For over a month, the Democracy Docket team vigilantly awaited the ruling in the Texas gerrymandering case*, ready to publish at a moment’s notice so we could get the news to you immediately. And on Tuesday afternoon, our Research team sent us the ruling. Texas' gerrymander had been blocked. The vibes in the office were a bit like Mission Control watching the lunar landing — if Apollo 11 were set to land in the Supreme Court (SCOTUS).
Judge Jeffrey Brown ordered Texas to use its previous 2021 map in 2026, dealing a major blow to President Donald Trump’s national effort to rig congressional maps for the upcoming midterms.
To be honest, we’re still processing the ruling – a 160-page unequivocal rejection of Texas’ gerrymander, written by a judge whom Trump nominated to the federal bench in 2019. Brown was joined by Judge David Guaderrama, an appointee of President Barack Obama. Judge Jerry Smith, appointed by President Ronald Reagan, dissented (rather dramatically, as it turned out).
Brown’s scathing opinion wasn’t actually unexpected. As Democracy Docket readers already know from our daily court coverage, during the nine-day hearing in El Paso he asked questions that indicated his skepticism of Republicans’ argument that the gerrymander was motivated only by partisanship, not race.
Smith’s unhinged dissent, however, was not expected. His 104-page rant (packed with personal insults, his own communications with Brown, and numerous references to George Soros) came as a shock to most people accustomed to reading well-reasoned legal dissents.
Texas will begin the process of asking SCOTUS for a stay. And while the court has not yet said whether it will take up the case or allow the lower court’s injunction to stand, what happens next will help determine the fate of democracy in Texas and nationwide.
Beyond the Lone Star State, this week provided little rest for redistricting observers. The day after federal judges blocked the Texas map, North Carolina’s GOP gerrymander had its own day in court. On Wednesday, a three-judge panel heard a case* brought by minority voters and voting advocates challenging the state’s new congressional map as a racial gerrymander. Opponents are calling the map – which dismantles a historically Black congressional district – “blatant discrimination.” The court faces a tight timeline to decide the case – possibly by Dec. 1 – because 2026 election dates are just around the corner.
All in all, it was a huge week for the national redistricting battle. Read more about the Texas ruling here.
*The Elias Law Group (ELG) represents plaintiffs in the Texas and North Carolina cases. ELG Firm Chair Marc Elias is the founder of Democracy Docket.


> PROBLEM DESCRIPTION: All the data beneath this line is to be reproduced exactly.

Stored data entries

————

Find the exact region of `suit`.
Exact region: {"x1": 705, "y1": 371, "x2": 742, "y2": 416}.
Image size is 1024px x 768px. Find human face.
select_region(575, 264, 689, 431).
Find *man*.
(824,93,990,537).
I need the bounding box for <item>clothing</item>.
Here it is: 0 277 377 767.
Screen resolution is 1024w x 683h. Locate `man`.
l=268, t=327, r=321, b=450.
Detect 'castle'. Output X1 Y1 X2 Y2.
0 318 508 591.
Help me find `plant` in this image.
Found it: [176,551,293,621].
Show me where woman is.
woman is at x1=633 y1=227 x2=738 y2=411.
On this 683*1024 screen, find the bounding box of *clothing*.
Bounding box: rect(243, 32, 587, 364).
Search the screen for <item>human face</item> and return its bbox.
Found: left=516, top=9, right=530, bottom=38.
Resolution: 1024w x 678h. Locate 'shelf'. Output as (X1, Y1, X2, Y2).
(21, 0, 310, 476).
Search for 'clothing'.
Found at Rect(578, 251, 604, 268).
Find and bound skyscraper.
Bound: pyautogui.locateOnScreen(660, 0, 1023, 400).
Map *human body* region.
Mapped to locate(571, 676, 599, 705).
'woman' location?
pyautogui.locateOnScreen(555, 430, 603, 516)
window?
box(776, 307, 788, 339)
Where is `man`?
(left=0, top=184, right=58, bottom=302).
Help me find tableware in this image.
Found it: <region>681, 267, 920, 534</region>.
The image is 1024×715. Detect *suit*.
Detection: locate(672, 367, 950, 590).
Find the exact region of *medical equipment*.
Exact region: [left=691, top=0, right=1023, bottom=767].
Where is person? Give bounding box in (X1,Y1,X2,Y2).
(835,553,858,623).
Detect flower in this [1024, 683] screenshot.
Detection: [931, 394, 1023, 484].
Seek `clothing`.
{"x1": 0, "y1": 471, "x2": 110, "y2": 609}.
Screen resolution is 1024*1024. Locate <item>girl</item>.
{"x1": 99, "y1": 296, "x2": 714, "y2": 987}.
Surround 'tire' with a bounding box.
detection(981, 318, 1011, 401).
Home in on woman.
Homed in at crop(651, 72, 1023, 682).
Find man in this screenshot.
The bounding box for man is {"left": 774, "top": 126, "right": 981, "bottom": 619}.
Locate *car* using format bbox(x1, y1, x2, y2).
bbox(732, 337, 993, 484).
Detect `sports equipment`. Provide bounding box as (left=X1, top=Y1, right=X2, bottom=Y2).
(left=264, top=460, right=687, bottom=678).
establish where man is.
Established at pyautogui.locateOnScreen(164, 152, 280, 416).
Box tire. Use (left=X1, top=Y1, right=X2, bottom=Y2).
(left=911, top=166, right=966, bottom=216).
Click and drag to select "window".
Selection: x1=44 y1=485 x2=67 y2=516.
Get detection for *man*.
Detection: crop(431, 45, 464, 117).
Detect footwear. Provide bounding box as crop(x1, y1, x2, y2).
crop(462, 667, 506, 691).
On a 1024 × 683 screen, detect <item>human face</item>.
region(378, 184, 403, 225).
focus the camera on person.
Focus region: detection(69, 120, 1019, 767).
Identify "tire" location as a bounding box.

————

> ANSWER SECTION:
Find the exact region of `suit`.
Exact region: {"x1": 705, "y1": 371, "x2": 742, "y2": 416}.
Image size is 1024px x 768px. Find human face.
select_region(575, 264, 689, 431).
Find *man*.
(824,93,990,537).
I need the bounding box for <item>clothing</item>.
Here it is: 0 277 377 767.
Screen resolution is 1024w x 683h. Locate `man`.
l=268, t=327, r=321, b=450.
Detect 'castle'. Output X1 Y1 X2 Y2.
0 318 508 591.
Help me find `plant` in this image.
Found it: [176,551,293,621].
Show me where woman is.
woman is at x1=633 y1=227 x2=738 y2=411.
On this 683*1024 screen, find the bounding box of *clothing*.
Bounding box: rect(243, 32, 587, 364).
Search the screen for <item>human face</item> and return its bbox.
Found: left=516, top=9, right=530, bottom=38.
Resolution: 1024w x 678h. Locate 'shelf'. Output as (X1, Y1, X2, Y2).
(21, 0, 310, 476).
Search for 'clothing'.
Found at Rect(578, 251, 604, 268).
Find and bound skyscraper.
Bound: pyautogui.locateOnScreen(660, 0, 1023, 400).
Map *human body* region.
Mapped to locate(571, 676, 599, 705).
'woman' location?
pyautogui.locateOnScreen(555, 430, 603, 516)
window?
box(776, 307, 788, 339)
Where is `man`?
(left=0, top=184, right=58, bottom=302).
Help me find tableware in this image.
Found it: <region>681, 267, 920, 534</region>.
The image is 1024×715. Detect *suit*.
Detection: locate(672, 367, 950, 590).
Find the exact region of *medical equipment*.
Exact region: [left=691, top=0, right=1023, bottom=767].
Where is person? Give bounding box in (X1,Y1,X2,Y2).
(835,553,858,623).
Detect flower in this [1024, 683] screenshot.
Detection: [931, 394, 1023, 484].
Seek `clothing`.
{"x1": 0, "y1": 471, "x2": 110, "y2": 609}.
Screen resolution is 1024*1024. Locate <item>girl</item>.
{"x1": 99, "y1": 296, "x2": 714, "y2": 987}.
Surround 'tire' with a bounding box.
detection(981, 318, 1011, 401).
Home in on woman.
Homed in at crop(651, 72, 1023, 682).
Find man in this screenshot.
The bounding box for man is {"left": 774, "top": 126, "right": 981, "bottom": 619}.
Locate *car* using format bbox(x1, y1, x2, y2).
bbox(732, 337, 993, 484).
Detect `sports equipment`. Provide bounding box as (left=X1, top=Y1, right=X2, bottom=Y2).
(left=264, top=460, right=687, bottom=678).
establish where man is.
Established at pyautogui.locateOnScreen(164, 152, 280, 416).
Box tire. Use (left=X1, top=Y1, right=X2, bottom=Y2).
(left=911, top=166, right=966, bottom=216).
Click and drag to select "window".
Selection: x1=44 y1=485 x2=67 y2=516.
Get detection for *man*.
Detection: crop(431, 45, 464, 117).
Detect footwear. Provide bounding box as crop(x1, y1, x2, y2).
crop(462, 667, 506, 691).
On a 1024 × 683 screen, detect <item>human face</item>.
region(378, 184, 403, 225).
focus the camera on person.
Focus region: detection(69, 120, 1019, 767).
Identify "tire" location as a bounding box.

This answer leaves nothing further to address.